Danner plays Carol, a woman who has been widowed for the last twenty years, placidly living a very comfortable life in southern California. She plays bridge and golf and has lunch with her friends. She goes for walks in the balmy weather and watches TV with Hazel, her trusty but aging dog. At the outset of the film, Carol has to put Hazel down, and we see her struggling to know how to grieve. She drinks a lot of wine and finds that there’s little pleasure to be had in her life.

Then, almost simultaneously, two new relationships begin for her. First, she unexpectedly befriends Lloyd, the 30 something guy who cleans her pool played by Martin Starr They drink and commiserate together, first just when he comes to work and later when they go out to karaoke together. Lloyd has moved home to take care of his mother but is lost and directionless. Their friendship is as platonic as it is unlikely. They don’t form a mother/son bond nor are they lovers. They simply get along because both are uncertain of what they’re supposed to be doing with their lives. While their relationship is innocent, it’s not without its tension. Lloyd is a gentleman at all times, but Carol is also a stone cold fox, so it makes for some interesting moments of unexpected awkwardness.

The other relationship that begins for Carol is with Bill, played by Sam Elliot. Bill is also a retiree but one who, rather than spend his later years quietly, has decided to spend all the money he has and enjoy his life. After seeing each other around town several times, he pulls up to Carol in his expensive sports car and simply says, “I want to take you to lunch. What’s your name?” Of course, he’s Sam Elliot so that actually works instead of sending her scurrying for the nearest police officer. They begin to date and, after twenty years, Carol rediscovers what romance feels like. While Danner’s chemistry with Martin Starr as Lloyd is charged and quirky, her work with Elliot is warm, charming, and sexy. Watching two actors as experienced and charismatic as that work together is a real pleasure.

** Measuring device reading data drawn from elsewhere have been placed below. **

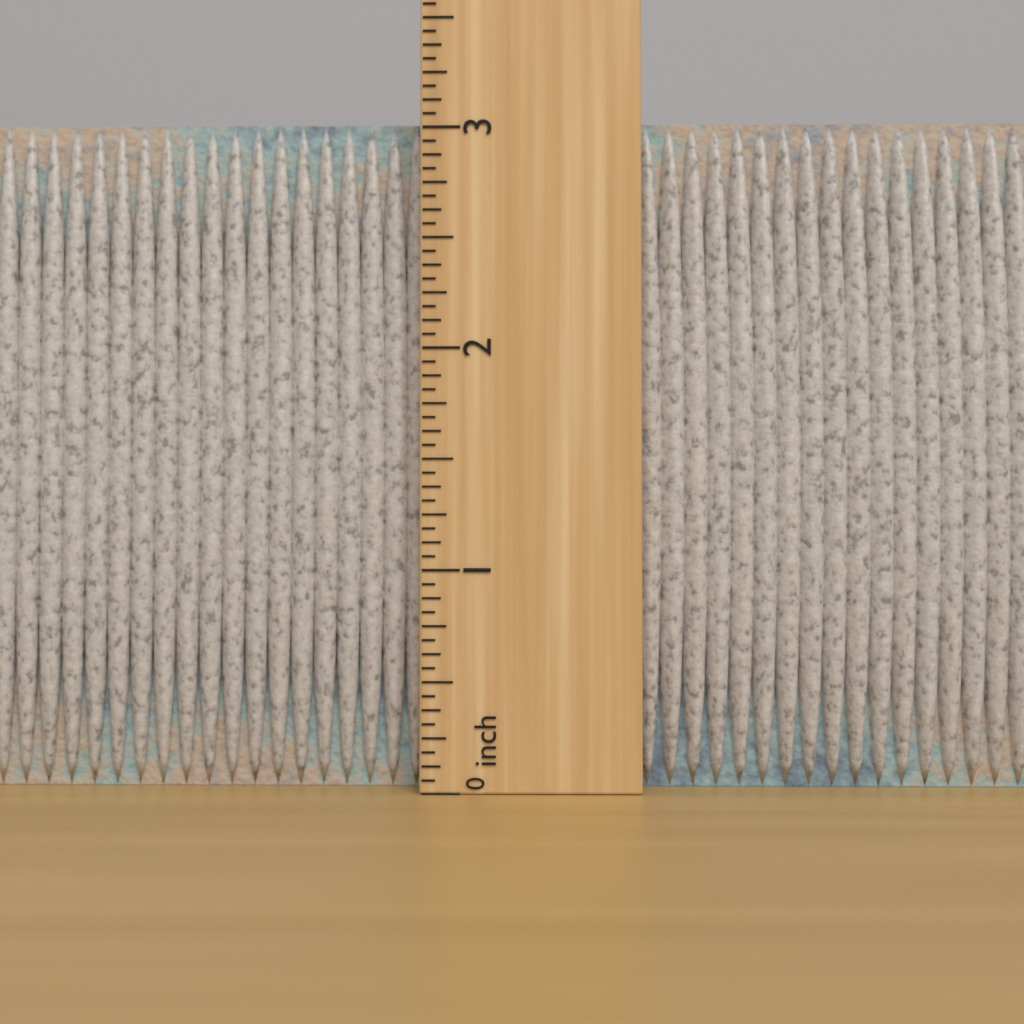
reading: 3.0625 inch
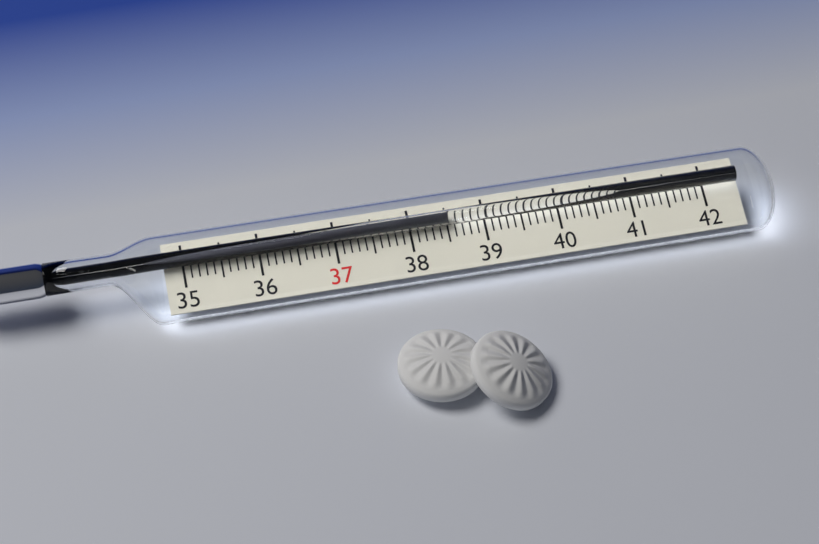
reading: 38.5 (no unit)
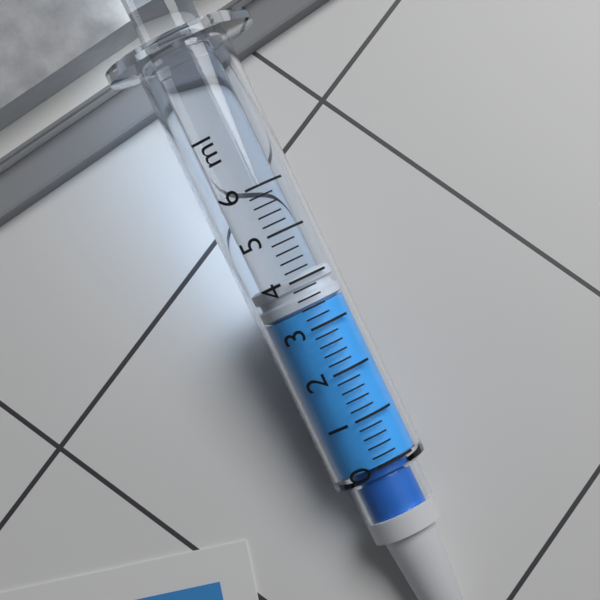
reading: 3.4 ml
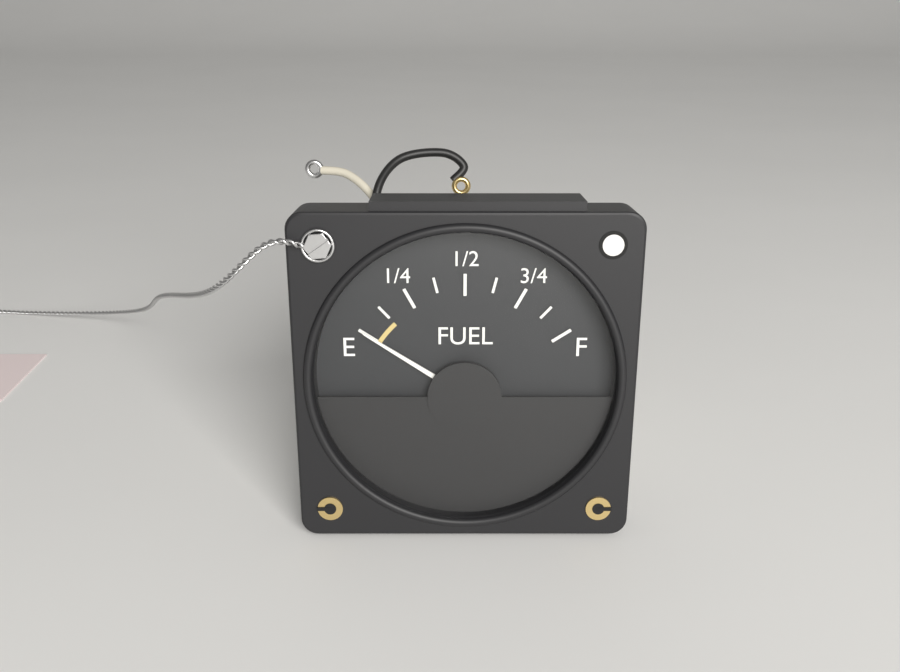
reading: 0.000 (no unit)
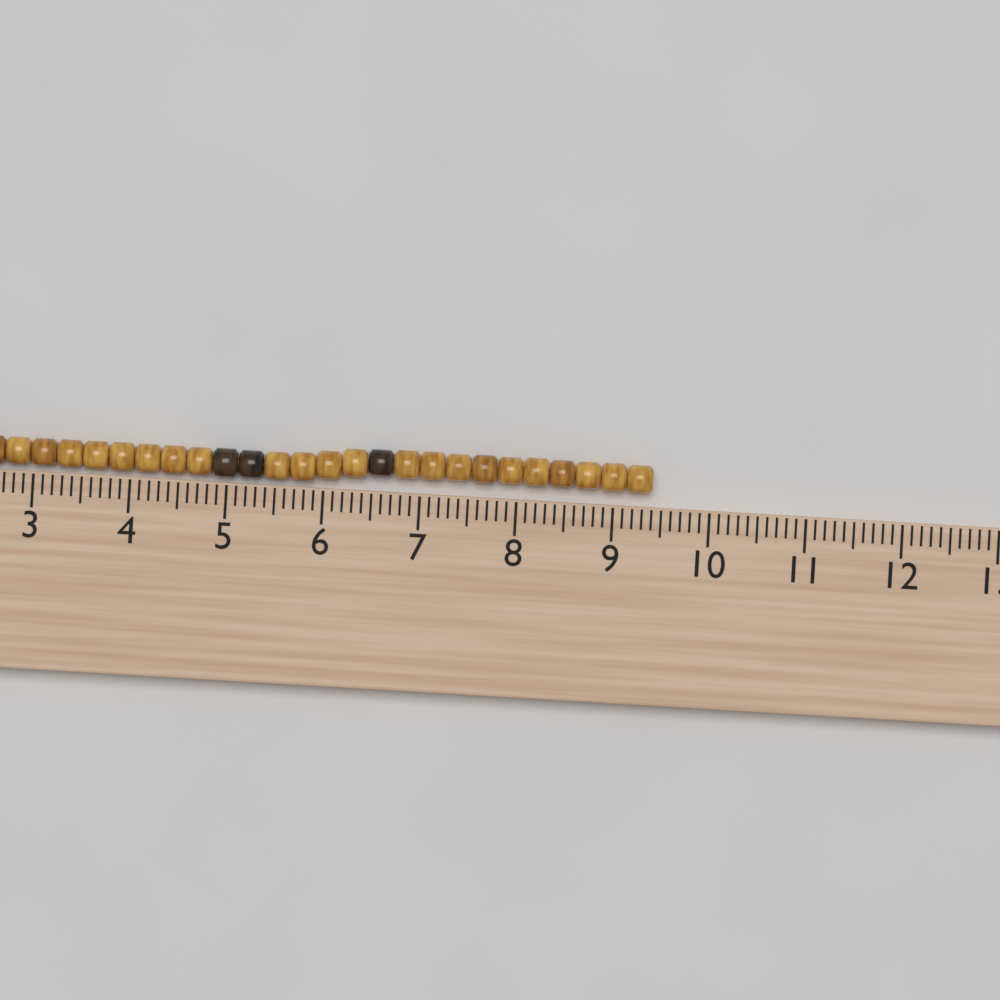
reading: 9.4 cm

There are some aspects of I’ll See You In My Dreams that seem a little artificial. There are times when the dialogue by writer/director Brett Haley feels very much like dialogue. It has a very writerly, scripted feel to it and made me wonder if the film was originally a stage play. It wasn’t, but it definitely has a careful, self-aware tone to it. Carol’s group of girlfriends and their antics also have a crafted, “Hey, let’s be wacky” vibe too.

I'll See You In My Dreams is unusual and refreshing, and Blythe Danner in her first leading film role in a fifty year career is worth the price of admission alone. The film can't be easily categorized, and in our age o f niche marketing, it's a pleasure to see a film that is something unexpected.